Utility Looks to Landfill for Fuel

Aug 18 - Evansville Courier & Press

At a time when consumers are facing rising gasoline and natural gas prices, a Vectren subsidiary is looking for energy in an unusual place: a city landfill.

Energy Systems Group, a Vectren subsidiary based in Evansville, will spend $5 million to recover methane gas from a landfill in Johnson City, Tenn. The methane will serve as an alternative energy source for businesses there that had relied on natural gas to power some industrial processes.

"To the extent this is successful, it's good news for consumers," Vectren spokesman Mike Roeder said. "The Department of Energy and other national entities have a strategy of encouraging the use of alternative energy. Here's a company, in ESG, trying to walk the walk."

The site is expected to generate enough energy to power the equivalent of 6,000 homes per year, said Norm Campbell, ESG's marketing director.

Along with gasoline, natural gas has been setting price records throughout the year. Last week, Vectren warned that customers this winter could face higher heating bills if natural gas stays near its current price level. On the New York Mercantile Exchange, natural gas has been trading close to $10 a dekatherm, up significantly from a year ago.

The methane ESG plans to collect from the Tennessee site should help users reduce their energy costs and the risk associated with purchasing gas on the open market, ESG officials said.

"It's a stable, local source of gas," Campbell said. "Through waste products, the city is able to supply its own energy."

ESG is joining a number of other companies that are finding untapped sources of energy in landfills across the country. There are about 380 other sites in the U.S. where landfill gas is being harvested for energy.

"The garbage is being turned into something usable," Campbell said.

So far, two Johnson City, Tenn., businesses have agreed to use the methane for their industrial boiler operations. The Johnson City Medical Center and the local Veterans' Affairs facility plan to use the gas for electricity generation and steam production.

ESG plans to build a 3.5 mile pipeline from the landfill to the two users. Campbell said the pipeline route runs near several other industrial users who may later decide to tap into the alternative energy source.
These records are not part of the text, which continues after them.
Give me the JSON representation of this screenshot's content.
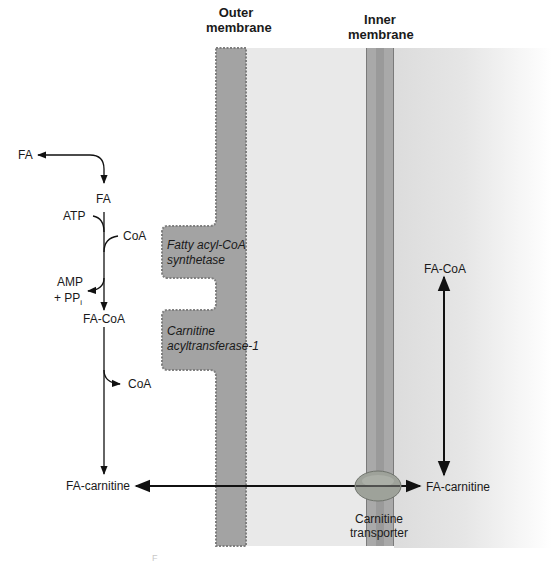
{
  "headers": {
    "outer_membrane": [
      "Outer",
      "membrane"
    ],
    "inner_membrane": [
      "Inner",
      "membrane"
    ]
  },
  "cytosol": {
    "fa_left": "FA",
    "fa": "FA",
    "atp": "ATP",
    "coa_in": "CoA",
    "amp": "AMP",
    "ppi_prefix": "+ PP",
    "ppi_sub": "i",
    "fa_coa": "FA-CoA",
    "coa_out": "CoA",
    "fa_carnitine": "FA-carnitine"
  },
  "enzymes": {
    "synthetase": [
      "Fatty acyl-CoA",
      "synthetase"
    ],
    "cat1": [
      "Carnitine",
      "acyltransferase-1"
    ]
  },
  "matrix": {
    "fa_coa": "FA-CoA",
    "fa_carnitine": "FA-carnitine"
  },
  "transporter": [
    "Carnitine",
    "transporter"
  ],
  "artifact": "F",
  "colors": {
    "membrane": "#a3a3a3",
    "membrane_edge": "#7e7e7e",
    "intermembrane": "#e9e9e9",
    "transporter": "#9ea29a",
    "arrow": "#111111"
  }
}
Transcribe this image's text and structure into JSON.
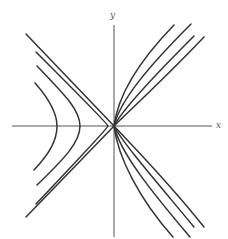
{
  "figure": {
    "axes": {
      "x_label": "x",
      "y_label": "y",
      "origin_px": [
        114,
        126
      ],
      "x_axis_px": [
        12,
        212
      ],
      "y_axis_px": [
        25,
        237
      ]
    },
    "colors": {
      "curve": "#333333",
      "axis": "#555555",
      "background": "#ffffff"
    },
    "curves": {
      "left": [
        {
          "name": "asymptote-outer",
          "path": "M26,34 L114,126 L26,217"
        },
        {
          "name": "near-asymptote",
          "path": "M36,52 Q108,124 108,126 Q108,128 36,204"
        },
        {
          "name": "hyperbola-mid",
          "path": "M37,66 C65,95 80,110 80,126 C80,142 65,158 37,185"
        },
        {
          "name": "hyperbola-inner",
          "path": "M35,83 C50,100 57,113 57,126 C57,140 50,153 34,170"
        }
      ],
      "right": [
        {
          "name": "right-1",
          "path": "M114,126 C118,95 140,60 174,25"
        },
        {
          "name": "right-2",
          "path": "M114,126 C120,100 150,65 191,24"
        },
        {
          "name": "right-3",
          "path": "M114,126 C122,110 155,75 194,36"
        },
        {
          "name": "right-4",
          "path": "M114,126 C125,115 165,78 204,37"
        },
        {
          "name": "right-5",
          "path": "M114,126 C118,158 140,200 173,237"
        },
        {
          "name": "right-6",
          "path": "M114,126 C120,152 150,190 190,237"
        },
        {
          "name": "right-7",
          "path": "M114,126 C122,142 155,180 194,227"
        },
        {
          "name": "right-8",
          "path": "M114,126 C125,138 165,178 204,227"
        }
      ]
    }
  }
}
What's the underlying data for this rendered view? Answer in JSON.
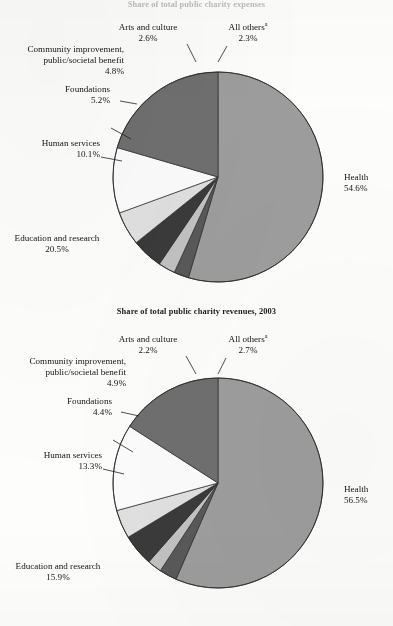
{
  "page": {
    "background_color": "#fdfdfc",
    "ink_color": "#141414"
  },
  "top": {
    "title": "Share of total public charity expenses",
    "labels": {
      "health": "Health",
      "health_pct": "54.6%",
      "education": "Education and research",
      "education_pct": "20.5%",
      "human_services": "Human services",
      "human_services_pct": "10.1%",
      "foundations": "Foundations",
      "foundations_pct": "5.2%",
      "community_line1": "Community improvement,",
      "community_line2": "public/societal benefit",
      "community_pct": "4.8%",
      "arts": "Arts and culture",
      "arts_pct": "2.6%",
      "all_others": "All others",
      "all_others_note": "a",
      "all_others_pct": "2.3%"
    }
  },
  "bottom": {
    "title": "Share of total public charity revenues, 2003",
    "labels": {
      "health": "Health",
      "health_pct": "56.5%",
      "education": "Education and research",
      "education_pct": "15.9%",
      "human_services": "Human services",
      "human_services_pct": "13.3%",
      "foundations": "Foundations",
      "foundations_pct": "4.4%",
      "community_line1": "Community improvement,",
      "community_line2": "public/societal benefit",
      "community_pct": "4.9%",
      "arts": "Arts and culture",
      "arts_pct": "2.2%",
      "all_others": "All others",
      "all_others_note": "a",
      "all_others_pct": "2.7%"
    }
  },
  "chart_data": [
    {
      "type": "pie",
      "title": "Share of total public charity expenses",
      "id": "expenses",
      "center": [
        218,
        177
      ],
      "radius": 105,
      "start_angle_deg": 0,
      "direction": "clockwise",
      "unit": "percent",
      "categories": [
        "Health",
        "All others",
        "Arts and culture",
        "Community improvement, public/societal benefit",
        "Foundations",
        "Human services",
        "Education and research"
      ],
      "values": [
        54.6,
        2.3,
        2.6,
        4.8,
        5.2,
        10.1,
        20.5
      ],
      "colors": [
        "#9d9d9d",
        "#595959",
        "#c2c2c2",
        "#3a3a3a",
        "#e0e0e0",
        "#fbfbfb",
        "#6f6f6f"
      ],
      "slices": [
        {
          "label": "Health",
          "value": 54.6,
          "color": "#9d9d9d",
          "display": "54.6%"
        },
        {
          "label": "All others",
          "value": 2.3,
          "color": "#595959",
          "display": "2.3%",
          "footnote": "a"
        },
        {
          "label": "Arts and culture",
          "value": 2.6,
          "color": "#c2c2c2",
          "display": "2.6%"
        },
        {
          "label": "Community improvement, public/societal benefit",
          "value": 4.8,
          "color": "#3a3a3a",
          "display": "4.8%"
        },
        {
          "label": "Foundations",
          "value": 5.2,
          "color": "#e0e0e0",
          "display": "5.2%"
        },
        {
          "label": "Human services",
          "value": 10.1,
          "color": "#fbfbfb",
          "display": "10.1%"
        },
        {
          "label": "Education and research",
          "value": 20.5,
          "color": "#6f6f6f",
          "display": "20.5%"
        }
      ]
    },
    {
      "type": "pie",
      "title": "Share of total public charity revenues, 2003",
      "id": "revenues",
      "center": [
        218,
        483
      ],
      "radius": 105,
      "start_angle_deg": 0,
      "direction": "clockwise",
      "unit": "percent",
      "categories": [
        "Health",
        "All others",
        "Arts and culture",
        "Community improvement, public/societal benefit",
        "Foundations",
        "Human services",
        "Education and research"
      ],
      "values": [
        56.5,
        2.7,
        2.2,
        4.9,
        4.4,
        13.3,
        15.9
      ],
      "colors": [
        "#9d9d9d",
        "#595959",
        "#c2c2c2",
        "#3a3a3a",
        "#e0e0e0",
        "#fbfbfb",
        "#6f6f6f"
      ],
      "slices": [
        {
          "label": "Health",
          "value": 56.5,
          "color": "#9d9d9d",
          "display": "56.5%"
        },
        {
          "label": "All others",
          "value": 2.7,
          "color": "#595959",
          "display": "2.7%",
          "footnote": "a"
        },
        {
          "label": "Arts and culture",
          "value": 2.2,
          "color": "#c2c2c2",
          "display": "2.2%"
        },
        {
          "label": "Community improvement, public/societal benefit",
          "value": 4.9,
          "color": "#3a3a3a",
          "display": "4.9%"
        },
        {
          "label": "Foundations",
          "value": 4.4,
          "color": "#e0e0e0",
          "display": "4.4%"
        },
        {
          "label": "Human services",
          "value": 13.3,
          "color": "#fbfbfb",
          "display": "13.3%"
        },
        {
          "label": "Education and research",
          "value": 15.9,
          "color": "#6f6f6f",
          "display": "15.9%"
        }
      ]
    }
  ]
}
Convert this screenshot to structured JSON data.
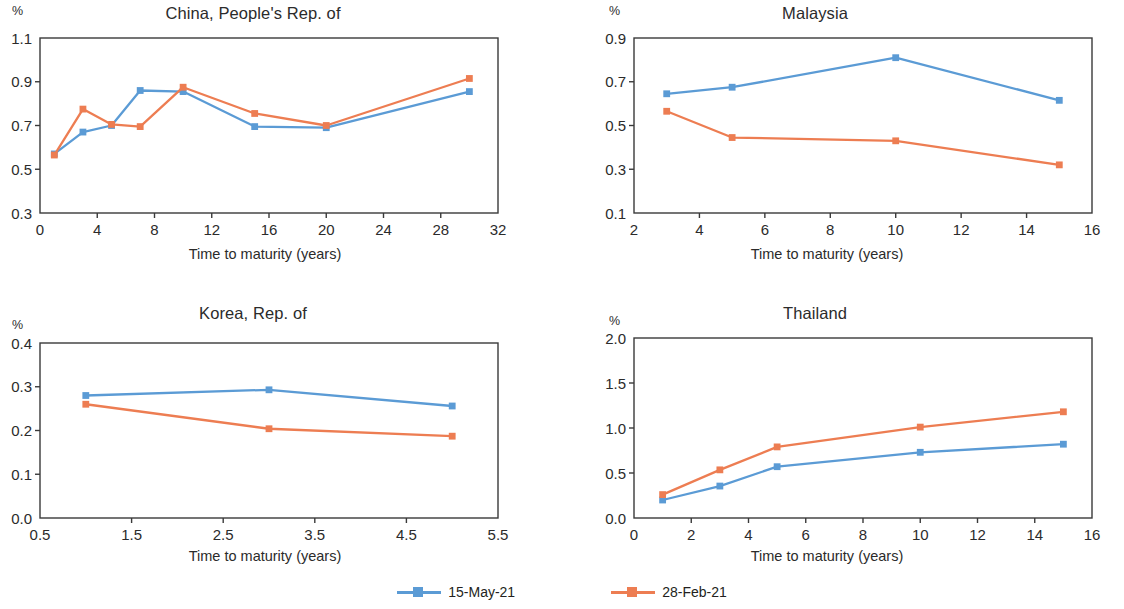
{
  "series_colors": {
    "series_1": "#5B9BD5",
    "series_2": "#ED7D52"
  },
  "legend": {
    "position": "bottom-center",
    "items": [
      {
        "label": "15-May-21",
        "color": "#5B9BD5"
      },
      {
        "label": "28-Feb-21",
        "color": "#ED7D52"
      }
    ]
  },
  "common": {
    "unit_label": "%",
    "xlabel": "Time to maturity (years)"
  },
  "chart_data": [
    {
      "type": "line",
      "title": "China, People's Rep. of",
      "xlabel": "Time to maturity (years)",
      "ylabel": "%",
      "xlim": [
        0,
        32
      ],
      "ylim": [
        0.3,
        1.1
      ],
      "xticks": [
        0,
        4,
        8,
        12,
        16,
        20,
        24,
        28,
        32
      ],
      "xticklabels": [
        "0",
        "4",
        "8",
        "12",
        "16",
        "20",
        "24",
        "28",
        "32"
      ],
      "yticks": [
        0.3,
        0.5,
        0.7,
        0.9,
        1.1
      ],
      "yticklabels": [
        "0.3",
        "0.5",
        "0.7",
        "0.9",
        "1.1"
      ],
      "grid": false,
      "x": [
        1,
        3,
        5,
        7,
        10,
        15,
        20,
        30
      ],
      "series": [
        {
          "name": "15-May-21",
          "color": "#5B9BD5",
          "values": [
            0.57,
            0.67,
            0.7,
            0.86,
            0.855,
            0.695,
            0.69,
            0.855
          ]
        },
        {
          "name": "28-Feb-21",
          "color": "#ED7D52",
          "values": [
            0.565,
            0.775,
            0.705,
            0.695,
            0.875,
            0.755,
            0.7,
            0.915
          ]
        }
      ]
    },
    {
      "type": "line",
      "title": "Malaysia",
      "xlabel": "Time to maturity (years)",
      "ylabel": "%",
      "xlim": [
        2,
        16
      ],
      "ylim": [
        0.1,
        0.9
      ],
      "xticks": [
        2,
        4,
        6,
        8,
        10,
        12,
        14,
        16
      ],
      "xticklabels": [
        "2",
        "4",
        "6",
        "8",
        "10",
        "12",
        "14",
        "16"
      ],
      "yticks": [
        0.1,
        0.3,
        0.5,
        0.7,
        0.9
      ],
      "yticklabels": [
        "0.1",
        "0.3",
        "0.5",
        "0.7",
        "0.9"
      ],
      "grid": false,
      "x": [
        3,
        5,
        10,
        15
      ],
      "series": [
        {
          "name": "15-May-21",
          "color": "#5B9BD5",
          "values": [
            0.645,
            0.675,
            0.81,
            0.615
          ]
        },
        {
          "name": "28-Feb-21",
          "color": "#ED7D52",
          "values": [
            0.565,
            0.445,
            0.43,
            0.32
          ]
        }
      ]
    },
    {
      "type": "line",
      "title": "Korea, Rep. of",
      "xlabel": "Time to maturity (years)",
      "ylabel": "%",
      "xlim": [
        0.5,
        5.5
      ],
      "ylim": [
        0.0,
        0.4
      ],
      "xticks": [
        0.5,
        1.5,
        2.5,
        3.5,
        4.5,
        5.5
      ],
      "xticklabels": [
        "0.5",
        "1.5",
        "2.5",
        "3.5",
        "4.5",
        "5.5"
      ],
      "yticks": [
        0.0,
        0.1,
        0.2,
        0.3,
        0.4
      ],
      "yticklabels": [
        "0.0",
        "0.1",
        "0.2",
        "0.3",
        "0.4"
      ],
      "grid": false,
      "x": [
        1,
        3,
        5
      ],
      "series": [
        {
          "name": "15-May-21",
          "color": "#5B9BD5",
          "values": [
            0.28,
            0.293,
            0.256
          ]
        },
        {
          "name": "28-Feb-21",
          "color": "#ED7D52",
          "values": [
            0.26,
            0.204,
            0.187
          ]
        }
      ]
    },
    {
      "type": "line",
      "title": "Thailand",
      "xlabel": "Time to maturity (years)",
      "ylabel": "%",
      "xlim": [
        0,
        16
      ],
      "ylim": [
        0.0,
        2.0
      ],
      "xticks": [
        0,
        2,
        4,
        6,
        8,
        10,
        12,
        14,
        16
      ],
      "xticklabels": [
        "0",
        "2",
        "4",
        "6",
        "8",
        "10",
        "12",
        "14",
        "16"
      ],
      "yticks": [
        0.0,
        0.5,
        1.0,
        1.5,
        2.0
      ],
      "yticklabels": [
        "0.0",
        "0.5",
        "1.0",
        "1.5",
        "2.0"
      ],
      "grid": false,
      "x": [
        1,
        3,
        5,
        10,
        15
      ],
      "series": [
        {
          "name": "15-May-21",
          "color": "#5B9BD5",
          "values": [
            0.2,
            0.355,
            0.57,
            0.73,
            0.82
          ]
        },
        {
          "name": "28-Feb-21",
          "color": "#ED7D52",
          "values": [
            0.26,
            0.535,
            0.79,
            1.01,
            1.18
          ]
        }
      ]
    }
  ]
}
Campbell said ESG has a contract to use the landfill for gas production for 25 years. The company has estimated the site can produce gas for 20 to 30 years and possibly longer, if the landfill ever begins collecting trash from other cities.

ESG is scouting other landfills where it could implement a similar system to tap into alternative energy sources. Campbell declined to identify any specific sites, but said two potential landfills in Indiana are being looked at in the "conceptual stage."